A few months ago, a man named Emile Ratelband marched into a court in the Netherlands and demanded the right to change his date of birth. Though aged 69, he wanted to be 49 – at least on paper.
Why erase two decades of his life? One reason, he told the judge, was to boost his chances of landing a job.
Though the world media poked fun at him, Ratelband had a point. After all, in a culture in thrall to youth, being older can mean being written off everywhere from the boardroom to the bedroom. These days, the word ‘old’ is so toxic that Dame Judi Dench has banned its use in her home and ‘age’ is the first answer to come up when you type ‘I lie about my . . .’ into Google Search.
Ageism is especially rife in the workplace. Older employees are often passed over for promotion, discarded first in hard times or fobbed off with unfulfilling work. Job interviews are harder to come by after you hit middle age. Mark Zuckerberg once told an audience that “young people are just smarter” – and the world yawned.
But is he right? Are older workers a burden? Is the ageing population a one-way ticket to plummeting productivity, dwindling innovation and the end of entrepreneurship?
The answer to all three questions is a resounding No.
During the industrial era, putting older workers out to pasture made sense because factory jobs are harder to perform with an older body. But the world has changed.
For a start, we are staying healthy longer: today, gerontologists report that the average 65-year-old is in better shape than ever before. At the same time, brawn counts for less and less in the modern workplace. What matters now is brainpower, which in many ways increases as we grow older.
Ageing hones our ability to see the big picture and weigh multiple points of view. When tackling problems in a familiar field, we get better at spotting the patterns and details that open the door to finding a solution. Companies with suggestion boxes report that older staff generate more good ideas, with the best ones often coming from the over-55s. After sifting through piles of studies, researchers at Harvard University concluded that four key skills – arithmetic, vocabulary, general knowledge and a grasp of how the world works – only ripen fully around the age of 50.
Suddenly, the rise and rise of Nancy Pelosi and Sir David Attenborough makes perfect sense.
Nor is creativity the preserve of the young. History is studded with artists, from Michelangelo and Matisse to Beethoven and Bach, doing triumphantly creative work in later life. Momofuku Ando invented the instant noodle in his late 40s, Benjamin Franklin was 74 when he invented bifocals and Thomas Edison filed patents until his death at the age of 84. Today, John Goodenough is reinventing rechargeable batteries in his nineties.
Maya Angelou was right: “You can’t use up creativity. The more you use, the more you have.”
It helps that the world is changing in ways that favour those with more miles on the clock. Many disciplines have matured to the point where future breakthroughs will be made by mastering multiple domains and building upon work done by others. That means relying on two things only ageing can confer: time and experience. No wonder Nobel science laureates are having their eureka moments later and later.
Ageing can also make us more socially adroit. We often get better at reading people, cooperating and negotiating, at putting ourselves in others’ shoes, finding compromises and resolving conflicts. That’s why productivity rises with age in jobs that rely on social smarts.
Bottom line: the phrase “finished at forty” is nothing more than weapons-grade nonsense. Or, as Peter Cappelli, professor of management at The Wharton School, puts it: “Every aspect of job performance gets better as we age.”
This even holds true on Planet Entrepreneur. While young guns strut and preen on The Apprentice, their parents – or grandparents – are out there smashing it in the start-up world. A study of all 2.7 million new businesses formed in the United States between 2007 and 2014 reached a conclusion to gladden the heart of anybody on the ‘wrong’ side of 40: “We find no evidence to suggest that founders in their 20s are especially likely to succeed. Rather, all evidence points to founders being especially successful when starting businesses in middle age or beyond.”
So, who’s smarter now, Zuck?
Let’s not get carried away. Ageing does take a toll. Older brains are often slower to retrieve certain memories, absorb information and solve maths-based problems.
Yet even that is no bar to thriving in the modern workplace. Why? Because most jobs involve multiple forms of cognition, meaning the older brain can use its strengths – such as greater accuracy – to make up for any speed deficit.
One example: In a survey of typists aged 19–72, researchers found the older ones typed more slowly yet still finished assignments as swiftly as their younger peers. How? By looking further ahead in the text to make fewer mistakes. As the old military adage goes: Slow is smooth and smooth is fast.
The truth is that the biggest challenge in the workplace is not ageing but ageism.
How can we meet that challenge? Honesty is a good starting point. Lying about your age gives the number a power it does not deserve – and reinforces the canard that younger is always better.
Instead, own your age – and then go out there and show the world what you can do.
Which is more or less the advice the Dutch court gave Ratelband when rejecting his plea for a new birthdate.
Carl’s new book, Bolder: Making the Most of Our Longer Lives, is out now.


Please take the records that follow and repeat exactly the lines starting with the line with "You are a GUI" and going on through the line with "The height and".
┄┄┄┄┄┄┄┄┄┄┄┄┄┄┄┄┄┄┄┄
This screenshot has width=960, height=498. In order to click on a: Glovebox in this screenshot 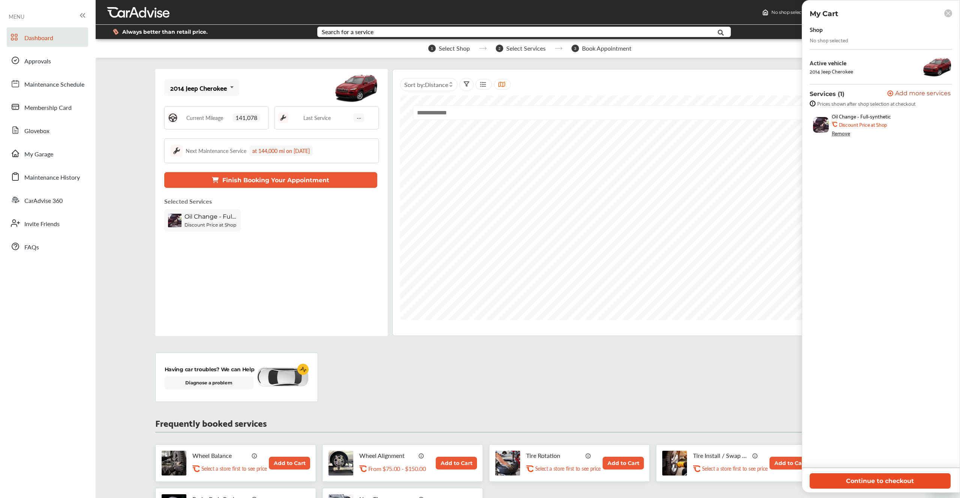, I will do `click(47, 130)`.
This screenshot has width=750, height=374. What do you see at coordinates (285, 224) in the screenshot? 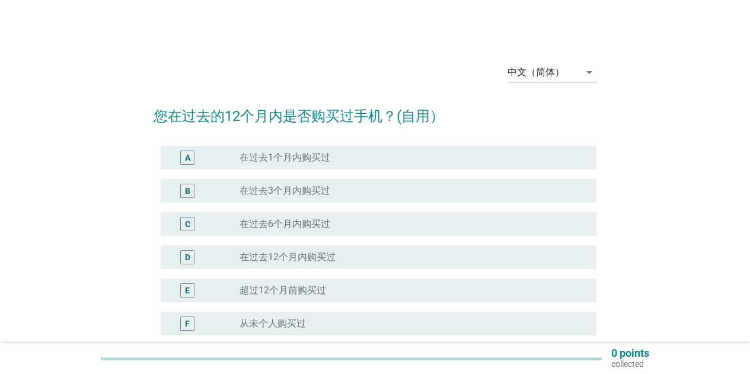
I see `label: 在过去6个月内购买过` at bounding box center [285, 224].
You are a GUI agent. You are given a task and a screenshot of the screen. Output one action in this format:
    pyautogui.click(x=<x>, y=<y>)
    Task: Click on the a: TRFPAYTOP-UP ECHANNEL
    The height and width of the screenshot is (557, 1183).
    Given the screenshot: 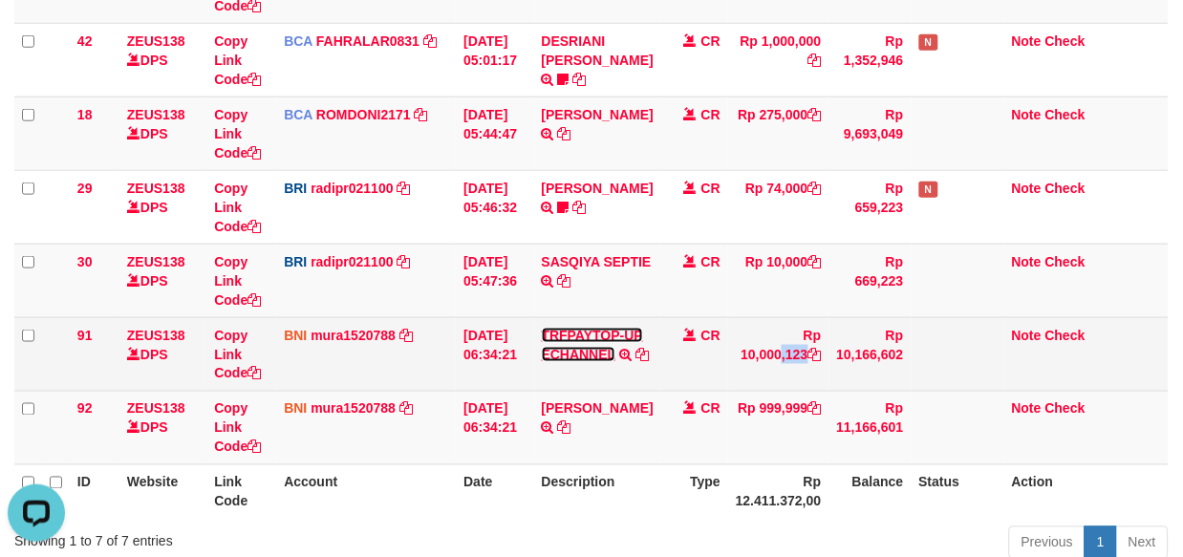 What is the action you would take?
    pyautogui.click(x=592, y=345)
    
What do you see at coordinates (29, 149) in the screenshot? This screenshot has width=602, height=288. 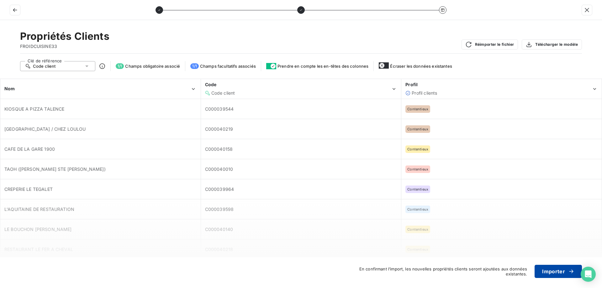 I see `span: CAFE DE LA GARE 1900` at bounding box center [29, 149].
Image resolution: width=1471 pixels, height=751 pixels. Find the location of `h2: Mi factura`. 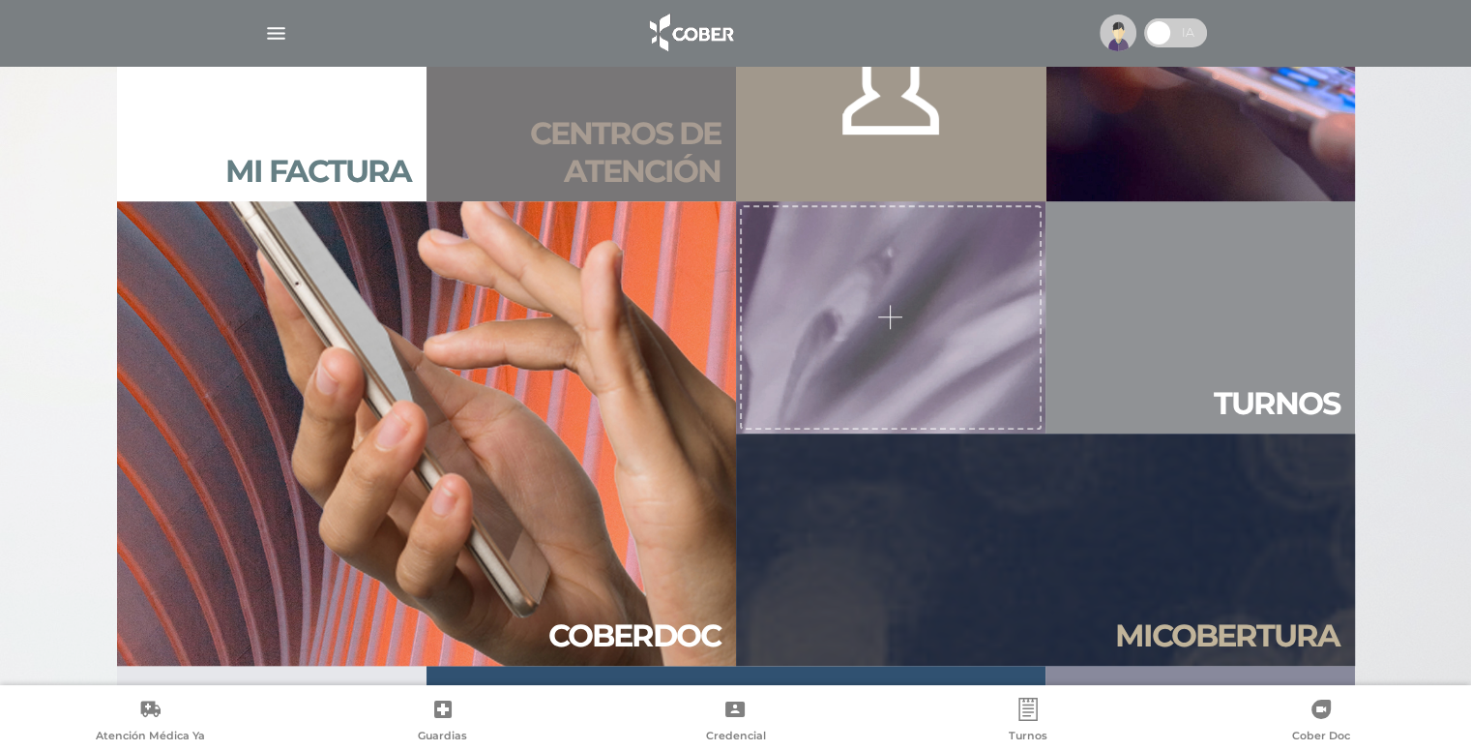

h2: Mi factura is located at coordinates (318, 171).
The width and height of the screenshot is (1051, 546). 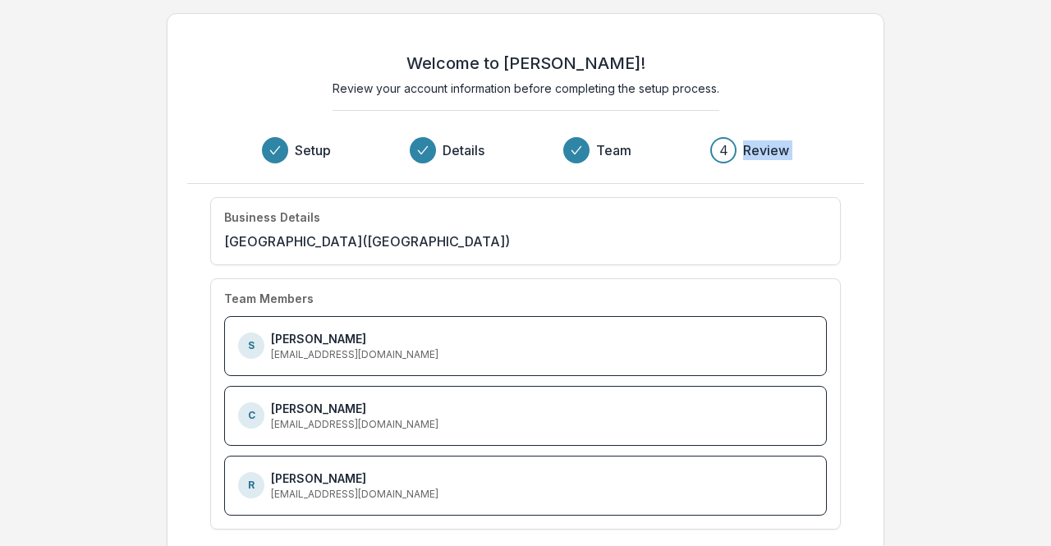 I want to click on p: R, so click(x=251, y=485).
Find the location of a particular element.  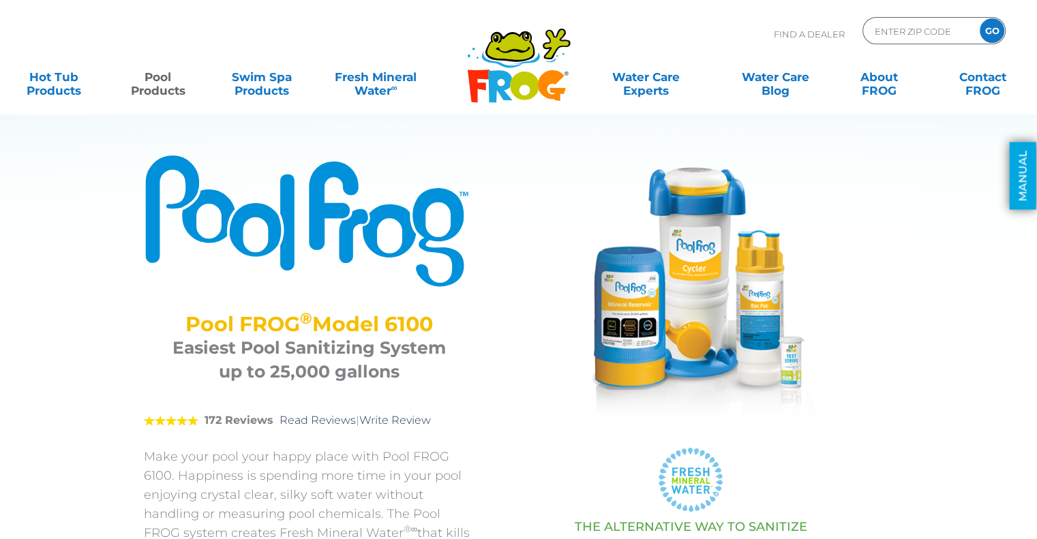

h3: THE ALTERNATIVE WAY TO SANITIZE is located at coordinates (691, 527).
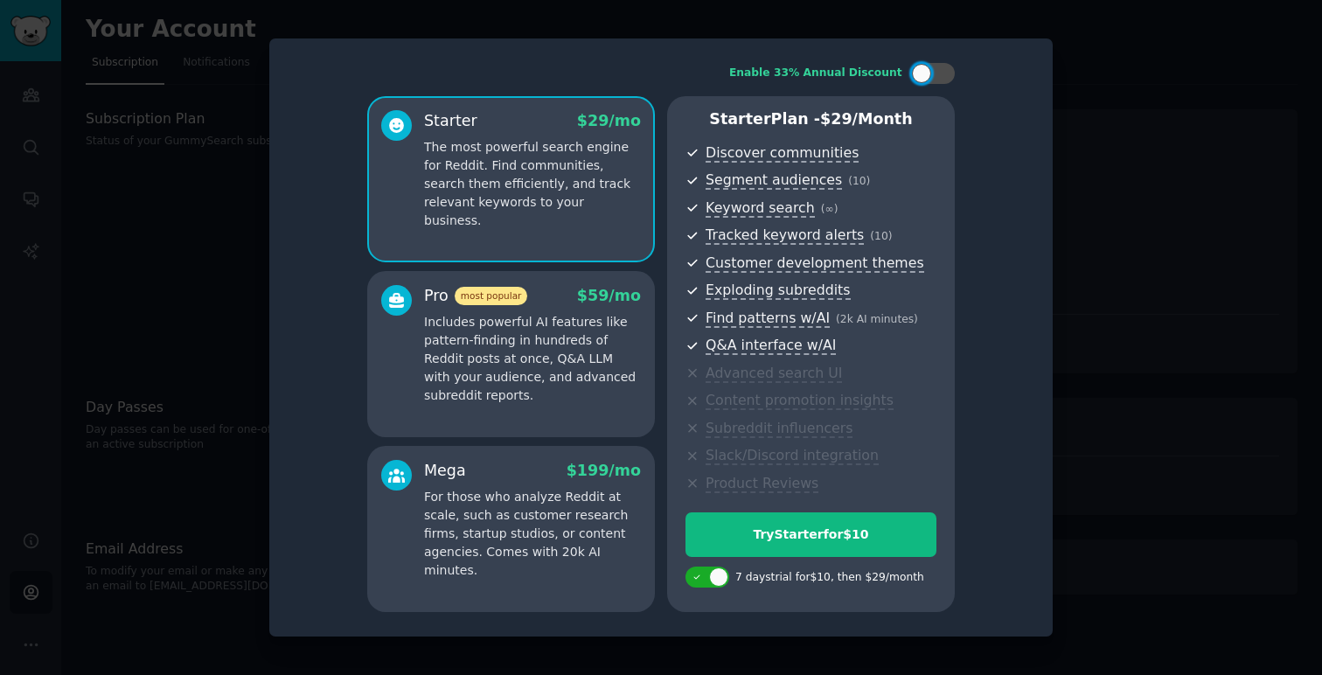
┄┄┄┄┄┄┄┄┄┄┄┄┄┄┄┄┄┄┄┄
Task solution:
You are a GUI agent. You are given a task and a screenshot of the screen. Output one action in this format:
    pyautogui.click(x=<x>, y=<y>)
    Task: Click on the a: TRFPAYTOP-UP ECHANNEL
    The height and width of the screenshot is (557, 1183).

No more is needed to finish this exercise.